I was a bigger fan of the Who when I was younger, but I still have a healthy respect for the band's place in rock history (a healthier respect than I have for the Stones). I haven't bothered checking out his solo material, but this article makes me think I should. (A perceptive mind, though, is no guarantee of a musician's appeal to me: I have yet to warm to Elvis Costello, for instance.)
I didn't understand Townshend's well-known dislike for Steve Jobs and Apple's iTunes until I read this:
He is working on another long-form piece called “Floss”, for which he has written about 40 segments and is currently reinforcing the narrative. But will anyone hear it? In the age of iTunes, when we buy individual tracks with a click, the notion of a story-led album seems whimsically outdated. “I’m finding it very difficult to change,” Townshend says. “I’ve been through phases where I’ve wanted to get on a plane and kill Steve Jobs.”I can understand his feeling about his fans without endorsing it.
Townshend used to feel, “like David Cassidy”, he was being buried under so much fan mail that he could never process it. Most of it came from “maybe 400 people” who wrote regularly. They still do. How does he feel about them? “I don’t like fans really. But that’s because they’re my employer—I don’t like the boss. I feel much happier about the record company giving me a load of money to piss away rather than someone coming up to me in the street saying, ‘I saw you in Blah Blah Blah and you were really great —when are you going to do another tour?’ It feels to me like, you know, ‘When are you going to put in a decent sink, or whatever it is that you do?’While Townshend's right that "fans" are performers' "bosses", he's also smart enough to know that fame and fans are always potential side effects of sharing one's art. If you don't like fandom, should you perform? (I don't have an answer. But methinks he doth protest too much.)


** Task to complete **
Each line from the one containing "Describe the element" to the last line of the listing below is to be duplicated exactly, and no picture is to be carried over.

** Materials provided **
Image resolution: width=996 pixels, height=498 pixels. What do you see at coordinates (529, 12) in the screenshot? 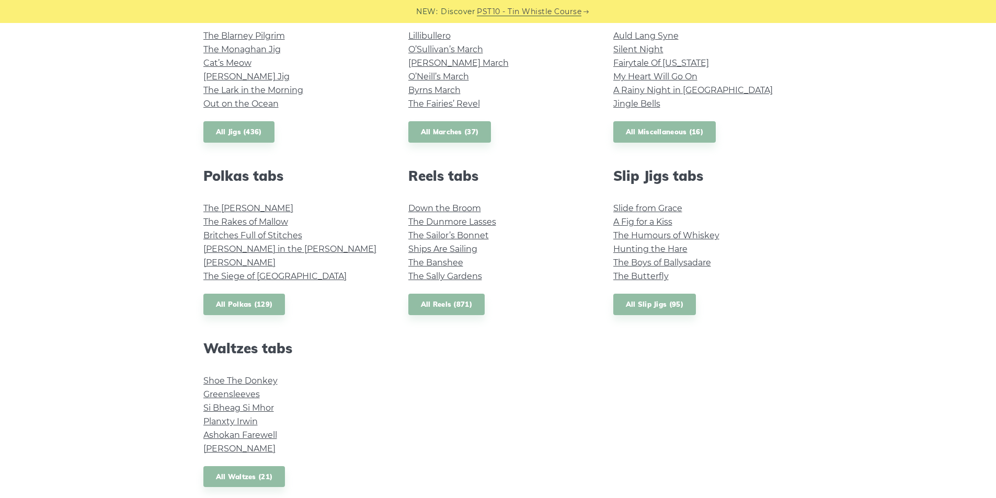
I see `a: PST10 - Tin Whistle Course` at bounding box center [529, 12].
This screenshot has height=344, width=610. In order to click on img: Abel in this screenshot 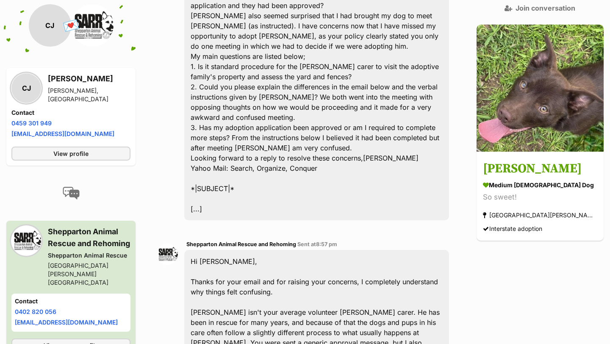, I will do `click(540, 88)`.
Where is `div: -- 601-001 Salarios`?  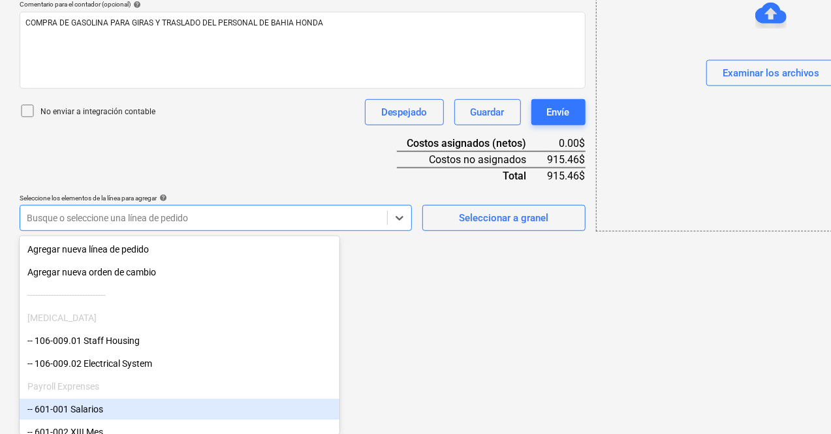 div: -- 601-001 Salarios is located at coordinates (179, 409).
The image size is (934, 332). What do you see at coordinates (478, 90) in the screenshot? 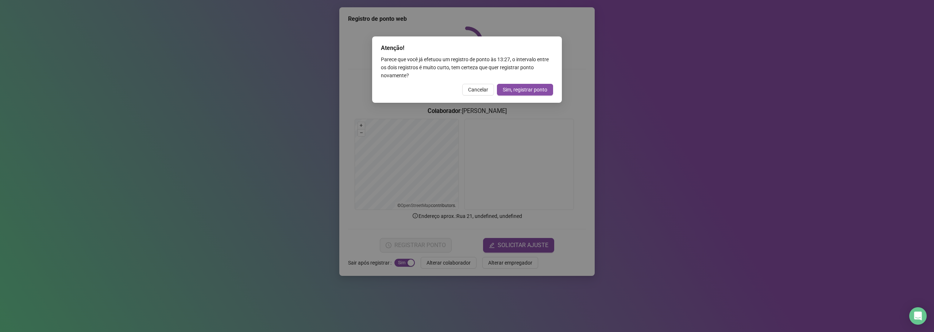
I see `span: Cancelar` at bounding box center [478, 90].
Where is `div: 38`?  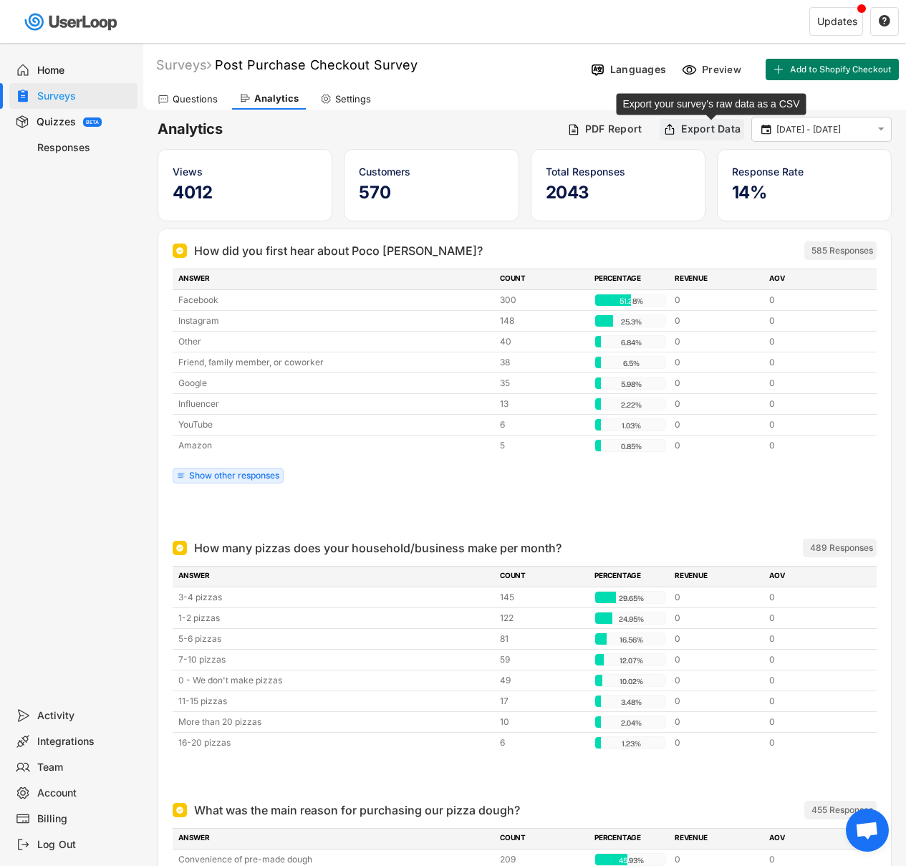
div: 38 is located at coordinates (543, 362).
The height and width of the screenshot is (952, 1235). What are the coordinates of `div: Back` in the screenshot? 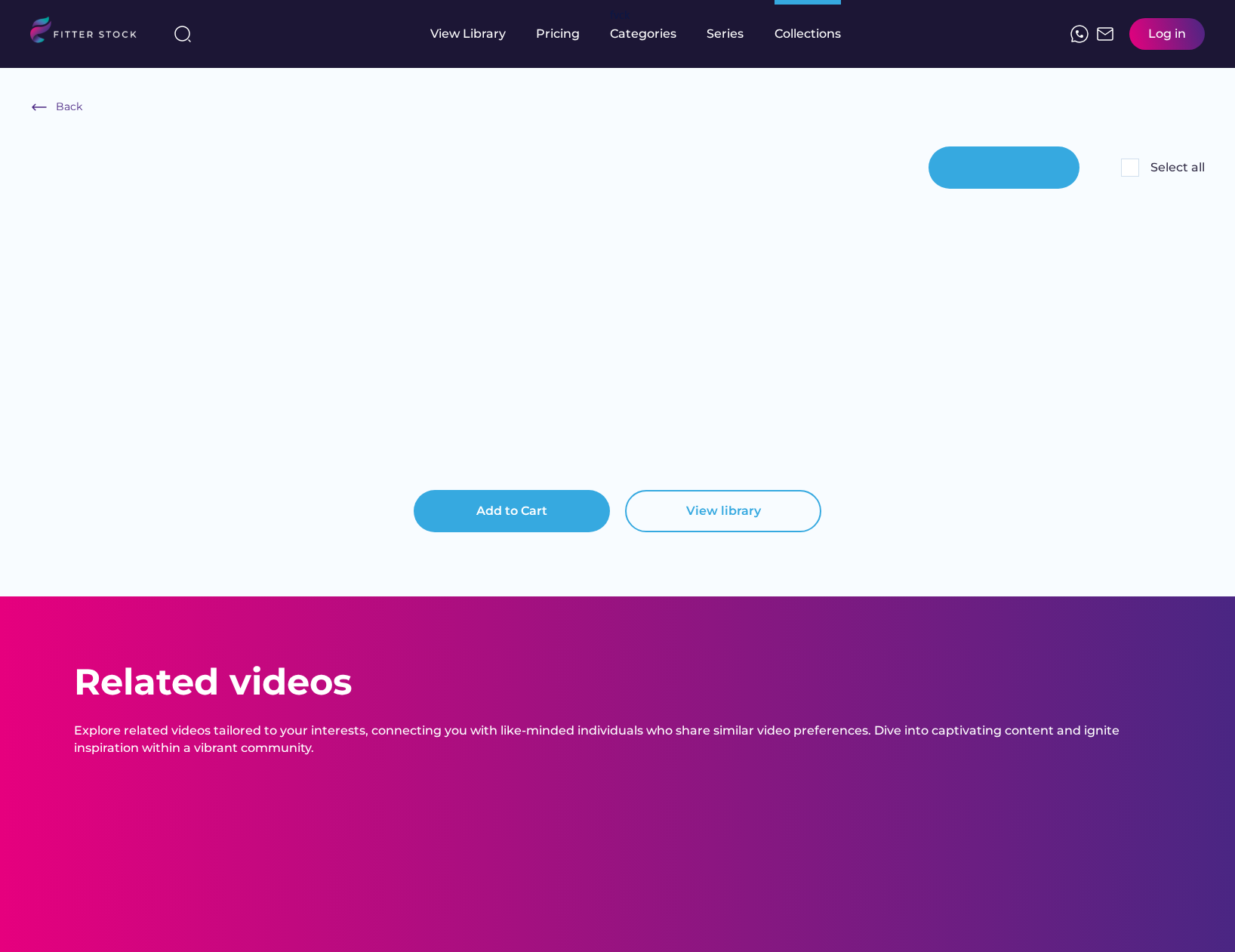 It's located at (69, 108).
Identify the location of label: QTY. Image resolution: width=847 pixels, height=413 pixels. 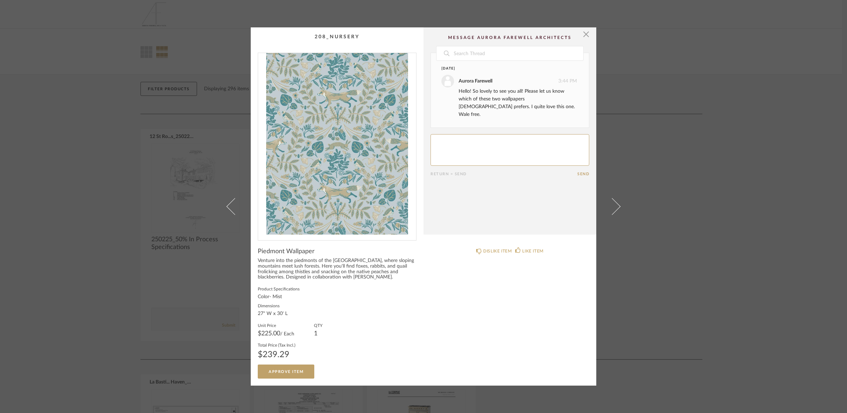
(318, 325).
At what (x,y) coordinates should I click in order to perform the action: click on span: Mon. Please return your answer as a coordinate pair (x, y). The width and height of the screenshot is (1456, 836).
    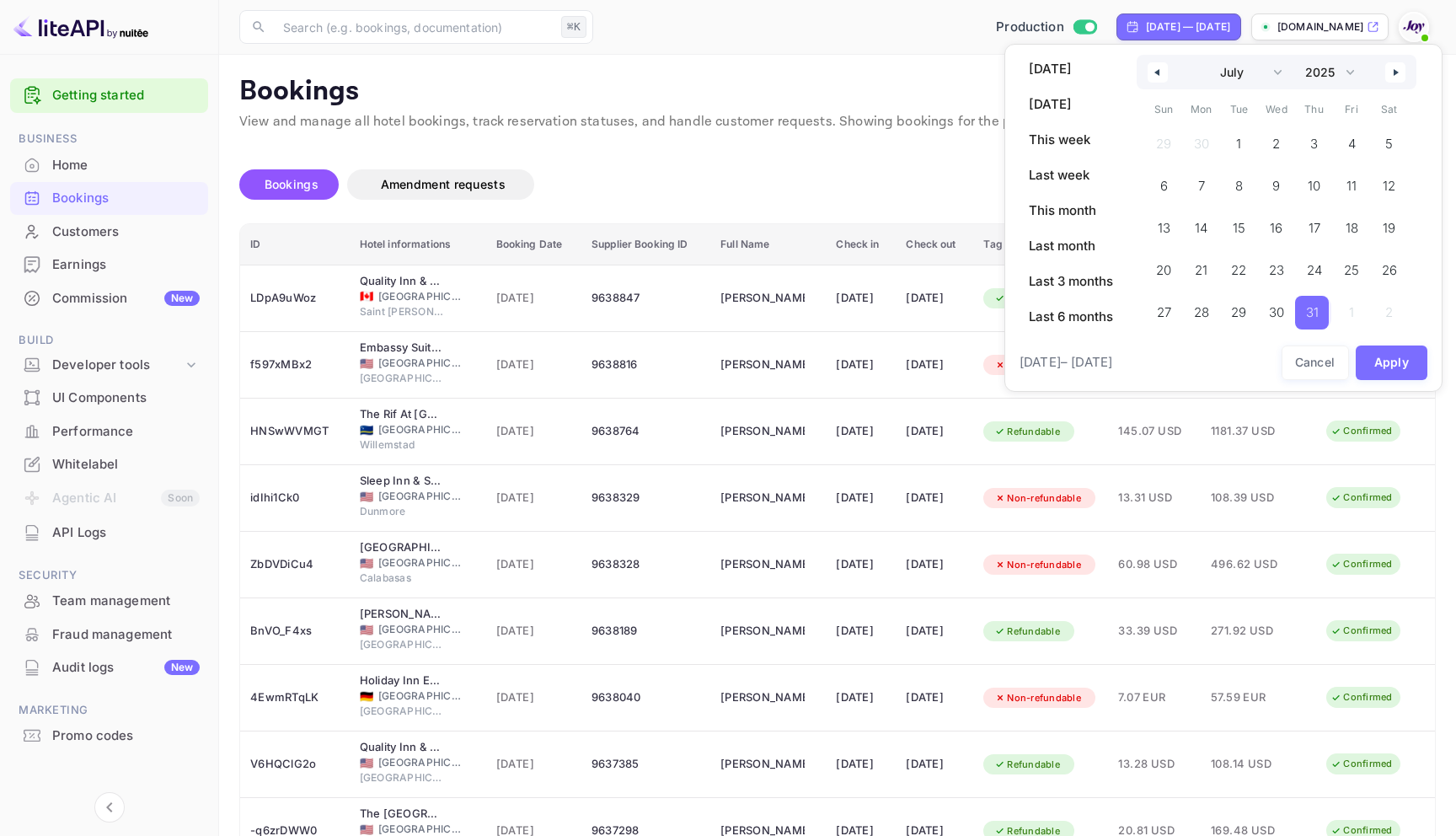
    Looking at the image, I should click on (1202, 110).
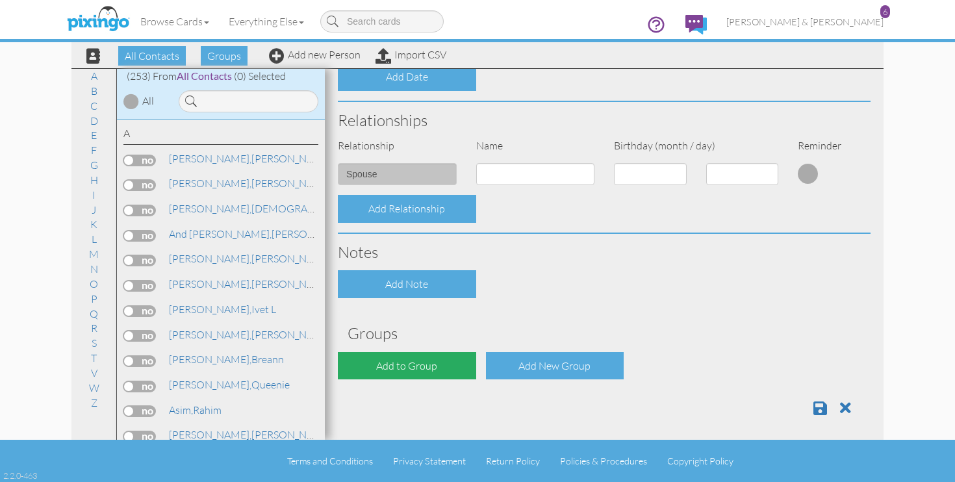  What do you see at coordinates (224, 56) in the screenshot?
I see `span: Groups` at bounding box center [224, 56].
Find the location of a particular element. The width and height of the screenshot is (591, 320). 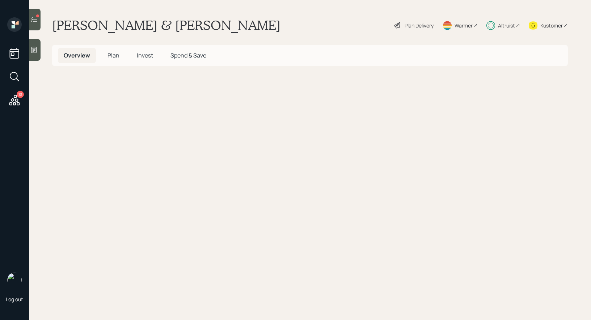

span: Spend & Save is located at coordinates (188, 55).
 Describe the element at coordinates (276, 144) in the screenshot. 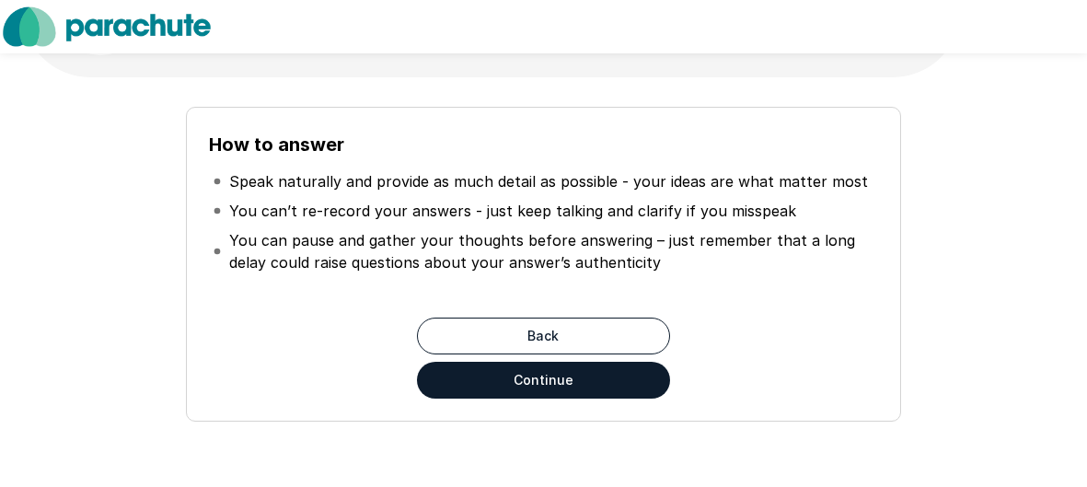

I see `b: How to answer` at that location.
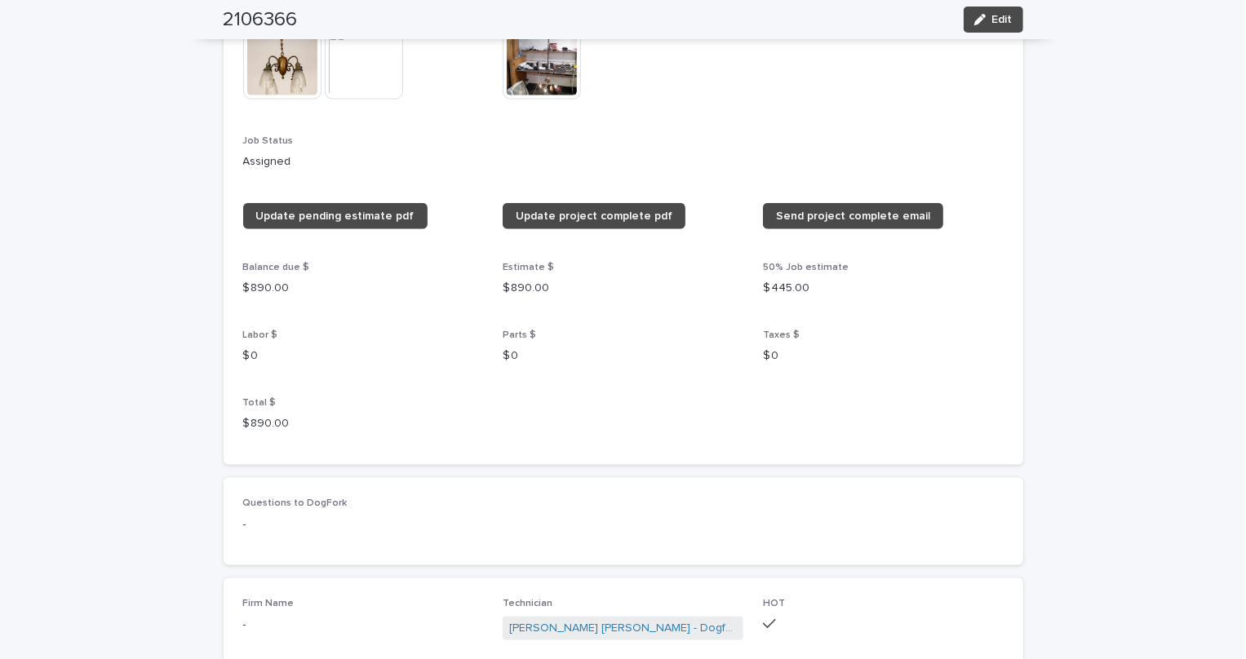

** Output for this task **
 Describe the element at coordinates (276, 144) in the screenshot. 

I see `b: How to answer` at that location.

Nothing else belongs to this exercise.